Brief: Retype, word for word, every line from the one holding "Image resolution: width=992" through the one holding "Task: Click on the Game" in the entries below, both included, and only those lines.

== Extracted material

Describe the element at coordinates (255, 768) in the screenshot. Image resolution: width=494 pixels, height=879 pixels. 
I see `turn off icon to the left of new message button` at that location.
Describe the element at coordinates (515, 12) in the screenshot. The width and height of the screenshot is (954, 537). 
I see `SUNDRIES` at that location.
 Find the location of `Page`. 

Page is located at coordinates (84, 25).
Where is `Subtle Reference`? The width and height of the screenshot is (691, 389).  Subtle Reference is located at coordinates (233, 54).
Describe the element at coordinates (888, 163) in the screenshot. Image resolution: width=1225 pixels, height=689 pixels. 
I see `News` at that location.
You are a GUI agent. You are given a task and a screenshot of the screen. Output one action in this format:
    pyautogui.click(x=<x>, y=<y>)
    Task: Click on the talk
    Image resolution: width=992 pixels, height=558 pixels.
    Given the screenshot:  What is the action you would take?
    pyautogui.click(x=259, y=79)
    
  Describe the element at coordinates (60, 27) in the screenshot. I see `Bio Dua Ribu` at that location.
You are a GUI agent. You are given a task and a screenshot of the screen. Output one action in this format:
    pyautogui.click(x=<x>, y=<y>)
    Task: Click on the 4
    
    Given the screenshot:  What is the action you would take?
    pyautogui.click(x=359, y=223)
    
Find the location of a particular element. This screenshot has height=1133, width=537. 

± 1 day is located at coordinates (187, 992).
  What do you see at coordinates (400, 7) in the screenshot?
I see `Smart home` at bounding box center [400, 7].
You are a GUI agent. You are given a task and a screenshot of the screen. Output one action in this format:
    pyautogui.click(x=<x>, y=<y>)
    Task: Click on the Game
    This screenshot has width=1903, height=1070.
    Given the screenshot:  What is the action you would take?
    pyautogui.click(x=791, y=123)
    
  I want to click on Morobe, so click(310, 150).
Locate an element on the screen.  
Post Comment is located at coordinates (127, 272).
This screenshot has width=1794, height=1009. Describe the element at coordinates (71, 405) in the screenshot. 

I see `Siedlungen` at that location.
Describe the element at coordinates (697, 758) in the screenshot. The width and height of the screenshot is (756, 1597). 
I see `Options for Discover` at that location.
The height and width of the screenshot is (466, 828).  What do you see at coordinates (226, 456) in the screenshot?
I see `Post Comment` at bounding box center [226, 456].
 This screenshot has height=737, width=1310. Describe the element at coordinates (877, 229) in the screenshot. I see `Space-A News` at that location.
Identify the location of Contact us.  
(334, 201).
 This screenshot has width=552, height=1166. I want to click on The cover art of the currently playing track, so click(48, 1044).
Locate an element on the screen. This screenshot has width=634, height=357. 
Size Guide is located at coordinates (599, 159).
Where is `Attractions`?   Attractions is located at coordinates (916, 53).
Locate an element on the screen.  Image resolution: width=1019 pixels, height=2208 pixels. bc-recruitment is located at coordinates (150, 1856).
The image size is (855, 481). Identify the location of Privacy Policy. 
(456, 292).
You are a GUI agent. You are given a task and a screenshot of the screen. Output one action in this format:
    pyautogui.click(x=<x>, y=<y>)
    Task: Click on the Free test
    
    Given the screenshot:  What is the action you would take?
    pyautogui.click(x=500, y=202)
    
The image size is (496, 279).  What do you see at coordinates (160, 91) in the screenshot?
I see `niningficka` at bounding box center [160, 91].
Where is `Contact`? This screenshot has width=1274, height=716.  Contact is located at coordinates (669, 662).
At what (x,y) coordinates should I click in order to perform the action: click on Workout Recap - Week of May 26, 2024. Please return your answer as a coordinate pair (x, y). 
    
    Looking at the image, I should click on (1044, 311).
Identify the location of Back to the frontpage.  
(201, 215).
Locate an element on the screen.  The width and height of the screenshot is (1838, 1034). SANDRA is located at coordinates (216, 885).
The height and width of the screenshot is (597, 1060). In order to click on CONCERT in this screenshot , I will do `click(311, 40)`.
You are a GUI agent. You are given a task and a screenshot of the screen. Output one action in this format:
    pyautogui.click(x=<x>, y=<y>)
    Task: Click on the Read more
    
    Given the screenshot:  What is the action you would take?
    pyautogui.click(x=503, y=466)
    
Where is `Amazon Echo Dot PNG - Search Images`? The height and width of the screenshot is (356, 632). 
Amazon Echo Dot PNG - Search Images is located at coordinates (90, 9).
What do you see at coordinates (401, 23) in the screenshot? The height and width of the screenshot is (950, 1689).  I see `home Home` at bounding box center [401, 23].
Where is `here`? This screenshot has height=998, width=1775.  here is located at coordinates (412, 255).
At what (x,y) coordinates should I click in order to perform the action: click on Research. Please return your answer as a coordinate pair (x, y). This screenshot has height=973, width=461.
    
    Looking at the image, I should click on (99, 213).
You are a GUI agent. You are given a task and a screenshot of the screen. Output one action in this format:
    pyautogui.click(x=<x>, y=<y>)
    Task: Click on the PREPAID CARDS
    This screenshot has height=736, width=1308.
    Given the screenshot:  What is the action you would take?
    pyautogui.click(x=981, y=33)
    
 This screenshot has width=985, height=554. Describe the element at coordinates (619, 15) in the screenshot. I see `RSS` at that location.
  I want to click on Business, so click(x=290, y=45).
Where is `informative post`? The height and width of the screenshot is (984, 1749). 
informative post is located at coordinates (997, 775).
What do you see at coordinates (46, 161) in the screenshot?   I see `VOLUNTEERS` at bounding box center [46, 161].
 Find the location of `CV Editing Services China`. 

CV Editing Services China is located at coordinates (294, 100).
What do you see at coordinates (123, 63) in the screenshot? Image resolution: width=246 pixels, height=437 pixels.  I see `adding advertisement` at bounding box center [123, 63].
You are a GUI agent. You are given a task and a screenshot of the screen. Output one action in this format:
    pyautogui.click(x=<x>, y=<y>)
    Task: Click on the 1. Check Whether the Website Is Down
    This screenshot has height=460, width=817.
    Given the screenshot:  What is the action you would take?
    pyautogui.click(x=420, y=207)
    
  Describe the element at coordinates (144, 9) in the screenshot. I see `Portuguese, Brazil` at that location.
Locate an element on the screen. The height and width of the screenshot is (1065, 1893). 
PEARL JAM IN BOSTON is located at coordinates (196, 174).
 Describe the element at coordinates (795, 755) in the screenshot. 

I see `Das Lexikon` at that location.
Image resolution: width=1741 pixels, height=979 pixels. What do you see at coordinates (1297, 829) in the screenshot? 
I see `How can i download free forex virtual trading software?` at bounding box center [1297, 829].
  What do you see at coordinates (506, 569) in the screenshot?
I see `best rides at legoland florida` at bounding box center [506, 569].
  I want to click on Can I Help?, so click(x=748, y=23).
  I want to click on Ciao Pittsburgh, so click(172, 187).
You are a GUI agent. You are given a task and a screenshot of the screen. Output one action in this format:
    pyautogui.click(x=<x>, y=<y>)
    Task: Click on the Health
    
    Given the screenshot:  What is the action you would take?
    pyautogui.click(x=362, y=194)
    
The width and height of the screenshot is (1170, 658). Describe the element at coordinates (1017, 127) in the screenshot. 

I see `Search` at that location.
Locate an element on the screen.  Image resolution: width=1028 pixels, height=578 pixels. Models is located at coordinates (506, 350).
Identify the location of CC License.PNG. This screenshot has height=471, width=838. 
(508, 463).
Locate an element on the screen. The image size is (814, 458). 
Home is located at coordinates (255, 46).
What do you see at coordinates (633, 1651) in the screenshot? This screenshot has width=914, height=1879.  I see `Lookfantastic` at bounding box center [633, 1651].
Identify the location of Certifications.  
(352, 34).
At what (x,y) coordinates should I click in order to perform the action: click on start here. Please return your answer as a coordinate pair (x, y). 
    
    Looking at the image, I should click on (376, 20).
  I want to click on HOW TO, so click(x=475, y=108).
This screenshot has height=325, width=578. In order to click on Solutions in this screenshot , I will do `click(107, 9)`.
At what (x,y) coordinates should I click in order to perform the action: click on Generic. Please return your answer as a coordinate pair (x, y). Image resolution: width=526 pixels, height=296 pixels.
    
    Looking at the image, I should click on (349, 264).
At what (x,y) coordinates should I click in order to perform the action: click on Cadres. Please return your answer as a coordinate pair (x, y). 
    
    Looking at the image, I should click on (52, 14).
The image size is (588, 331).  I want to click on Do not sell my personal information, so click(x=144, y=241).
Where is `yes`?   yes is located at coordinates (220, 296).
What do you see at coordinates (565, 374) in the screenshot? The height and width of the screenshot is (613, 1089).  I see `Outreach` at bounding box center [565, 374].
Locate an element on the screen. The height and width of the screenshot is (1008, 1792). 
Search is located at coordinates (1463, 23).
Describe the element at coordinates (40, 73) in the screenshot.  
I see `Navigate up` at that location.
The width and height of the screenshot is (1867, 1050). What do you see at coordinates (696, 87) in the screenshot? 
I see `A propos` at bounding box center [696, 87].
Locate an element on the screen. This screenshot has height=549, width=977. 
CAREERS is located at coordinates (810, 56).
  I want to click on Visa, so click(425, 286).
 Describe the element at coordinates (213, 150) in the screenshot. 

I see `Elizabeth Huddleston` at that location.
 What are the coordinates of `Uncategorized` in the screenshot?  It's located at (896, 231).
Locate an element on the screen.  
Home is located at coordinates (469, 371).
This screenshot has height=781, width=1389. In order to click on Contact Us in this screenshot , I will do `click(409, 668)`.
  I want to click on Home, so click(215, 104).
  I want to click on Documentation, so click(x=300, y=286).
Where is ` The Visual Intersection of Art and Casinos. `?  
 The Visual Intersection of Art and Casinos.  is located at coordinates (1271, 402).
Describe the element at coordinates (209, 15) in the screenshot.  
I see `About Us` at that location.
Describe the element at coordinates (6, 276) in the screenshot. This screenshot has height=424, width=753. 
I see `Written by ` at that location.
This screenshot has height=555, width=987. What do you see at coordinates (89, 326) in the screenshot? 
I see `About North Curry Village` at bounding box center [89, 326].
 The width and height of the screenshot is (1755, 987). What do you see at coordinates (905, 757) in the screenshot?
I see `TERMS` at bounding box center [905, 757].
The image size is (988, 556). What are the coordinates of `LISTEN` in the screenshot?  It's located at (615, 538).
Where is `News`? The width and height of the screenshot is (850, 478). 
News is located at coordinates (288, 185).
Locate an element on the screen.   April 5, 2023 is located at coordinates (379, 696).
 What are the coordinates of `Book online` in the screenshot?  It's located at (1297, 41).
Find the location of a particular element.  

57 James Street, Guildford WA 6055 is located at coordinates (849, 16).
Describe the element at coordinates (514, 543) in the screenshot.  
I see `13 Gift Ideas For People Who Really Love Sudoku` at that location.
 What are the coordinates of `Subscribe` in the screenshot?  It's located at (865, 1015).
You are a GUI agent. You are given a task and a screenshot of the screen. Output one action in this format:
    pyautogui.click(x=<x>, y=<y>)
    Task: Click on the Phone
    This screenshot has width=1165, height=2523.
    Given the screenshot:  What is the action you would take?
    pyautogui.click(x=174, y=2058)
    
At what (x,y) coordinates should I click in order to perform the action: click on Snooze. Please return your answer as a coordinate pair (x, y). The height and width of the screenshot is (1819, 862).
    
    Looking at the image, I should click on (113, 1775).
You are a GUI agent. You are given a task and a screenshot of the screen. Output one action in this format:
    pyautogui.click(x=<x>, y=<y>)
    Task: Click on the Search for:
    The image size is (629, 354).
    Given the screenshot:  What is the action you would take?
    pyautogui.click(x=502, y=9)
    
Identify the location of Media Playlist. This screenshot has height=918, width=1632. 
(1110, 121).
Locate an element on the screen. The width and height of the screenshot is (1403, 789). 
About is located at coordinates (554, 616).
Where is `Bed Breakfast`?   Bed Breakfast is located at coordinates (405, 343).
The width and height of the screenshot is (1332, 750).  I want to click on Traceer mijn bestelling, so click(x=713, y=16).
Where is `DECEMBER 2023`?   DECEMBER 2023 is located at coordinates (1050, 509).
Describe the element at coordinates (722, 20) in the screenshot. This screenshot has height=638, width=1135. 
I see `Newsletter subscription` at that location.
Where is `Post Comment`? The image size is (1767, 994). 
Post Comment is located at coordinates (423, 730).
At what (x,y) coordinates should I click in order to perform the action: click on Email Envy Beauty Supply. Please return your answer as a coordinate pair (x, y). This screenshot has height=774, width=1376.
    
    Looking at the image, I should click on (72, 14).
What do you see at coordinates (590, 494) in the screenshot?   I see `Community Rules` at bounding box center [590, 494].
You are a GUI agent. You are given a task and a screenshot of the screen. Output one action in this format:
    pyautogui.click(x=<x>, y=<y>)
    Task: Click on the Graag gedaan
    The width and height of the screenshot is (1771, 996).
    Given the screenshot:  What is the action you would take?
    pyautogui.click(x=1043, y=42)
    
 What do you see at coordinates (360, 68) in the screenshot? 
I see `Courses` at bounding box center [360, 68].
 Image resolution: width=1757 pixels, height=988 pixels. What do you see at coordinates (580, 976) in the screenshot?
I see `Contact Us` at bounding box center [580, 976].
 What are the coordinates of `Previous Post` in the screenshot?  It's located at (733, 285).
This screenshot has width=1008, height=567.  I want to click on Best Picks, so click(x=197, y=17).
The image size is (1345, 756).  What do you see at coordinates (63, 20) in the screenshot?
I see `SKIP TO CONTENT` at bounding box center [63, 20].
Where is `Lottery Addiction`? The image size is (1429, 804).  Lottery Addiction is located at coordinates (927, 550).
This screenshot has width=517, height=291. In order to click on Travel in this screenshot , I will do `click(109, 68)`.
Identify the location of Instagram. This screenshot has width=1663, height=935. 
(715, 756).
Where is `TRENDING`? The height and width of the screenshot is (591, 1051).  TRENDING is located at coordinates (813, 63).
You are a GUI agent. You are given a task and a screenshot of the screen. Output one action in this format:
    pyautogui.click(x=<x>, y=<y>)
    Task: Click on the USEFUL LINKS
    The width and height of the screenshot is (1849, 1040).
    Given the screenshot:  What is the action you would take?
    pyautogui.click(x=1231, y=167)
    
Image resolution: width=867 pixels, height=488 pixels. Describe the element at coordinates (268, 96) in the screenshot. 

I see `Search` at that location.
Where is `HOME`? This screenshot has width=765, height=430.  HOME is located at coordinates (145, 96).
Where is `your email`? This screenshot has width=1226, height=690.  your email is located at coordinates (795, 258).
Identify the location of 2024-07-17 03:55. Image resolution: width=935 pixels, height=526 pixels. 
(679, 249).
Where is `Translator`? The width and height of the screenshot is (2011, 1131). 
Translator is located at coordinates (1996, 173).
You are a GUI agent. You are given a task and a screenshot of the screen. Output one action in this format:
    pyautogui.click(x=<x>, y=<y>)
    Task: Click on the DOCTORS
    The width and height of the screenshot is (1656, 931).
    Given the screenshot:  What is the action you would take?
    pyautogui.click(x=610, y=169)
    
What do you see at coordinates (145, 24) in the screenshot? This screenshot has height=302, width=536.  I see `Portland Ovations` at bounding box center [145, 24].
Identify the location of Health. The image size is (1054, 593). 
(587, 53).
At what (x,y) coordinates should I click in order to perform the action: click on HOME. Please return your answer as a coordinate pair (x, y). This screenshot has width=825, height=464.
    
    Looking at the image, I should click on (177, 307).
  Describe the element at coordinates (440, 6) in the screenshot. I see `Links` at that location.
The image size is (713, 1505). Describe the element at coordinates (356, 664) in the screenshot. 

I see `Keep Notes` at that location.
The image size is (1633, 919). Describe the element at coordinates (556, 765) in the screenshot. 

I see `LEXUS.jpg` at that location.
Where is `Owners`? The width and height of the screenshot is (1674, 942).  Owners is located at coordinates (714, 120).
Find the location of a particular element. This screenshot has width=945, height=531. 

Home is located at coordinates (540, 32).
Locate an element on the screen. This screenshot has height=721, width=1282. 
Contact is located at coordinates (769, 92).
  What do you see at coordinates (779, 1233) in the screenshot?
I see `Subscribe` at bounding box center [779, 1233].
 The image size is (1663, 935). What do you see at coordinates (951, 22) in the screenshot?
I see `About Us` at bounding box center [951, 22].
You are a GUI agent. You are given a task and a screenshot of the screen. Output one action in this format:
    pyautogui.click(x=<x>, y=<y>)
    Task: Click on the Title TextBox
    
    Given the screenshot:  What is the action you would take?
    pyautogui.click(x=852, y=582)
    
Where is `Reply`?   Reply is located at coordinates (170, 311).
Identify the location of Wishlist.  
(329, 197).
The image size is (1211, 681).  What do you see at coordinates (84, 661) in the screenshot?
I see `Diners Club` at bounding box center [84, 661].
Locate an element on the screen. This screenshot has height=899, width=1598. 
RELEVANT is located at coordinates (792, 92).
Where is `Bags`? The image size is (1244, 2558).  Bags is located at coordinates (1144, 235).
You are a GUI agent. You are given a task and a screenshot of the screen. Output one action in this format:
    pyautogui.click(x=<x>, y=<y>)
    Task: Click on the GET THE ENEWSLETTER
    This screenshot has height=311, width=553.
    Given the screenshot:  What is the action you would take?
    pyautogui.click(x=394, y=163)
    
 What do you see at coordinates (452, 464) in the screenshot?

====

Response area:
    Image resolution: width=992 pixels, height=558 pixels.
    Given the screenshot:  What is the action you would take?
    pyautogui.click(x=259, y=79)
    
  Describe the element at coordinates (60, 27) in the screenshot. I see `Bio Dua Ribu` at that location.
You are a GUI agent. You are given a task and a screenshot of the screen. Output one action in this format:
    pyautogui.click(x=<x>, y=<y>)
    Task: Click on the 4
    
    Given the screenshot:  What is the action you would take?
    pyautogui.click(x=359, y=223)
    
Find the location of a particular element. This screenshot has height=1133, width=537. 

± 1 day is located at coordinates (187, 992).
  What do you see at coordinates (400, 7) in the screenshot?
I see `Smart home` at bounding box center [400, 7].
You are a GUI agent. You are given a task and a screenshot of the screen. Output one action in this format:
    pyautogui.click(x=<x>, y=<y>)
    Task: Click on the Game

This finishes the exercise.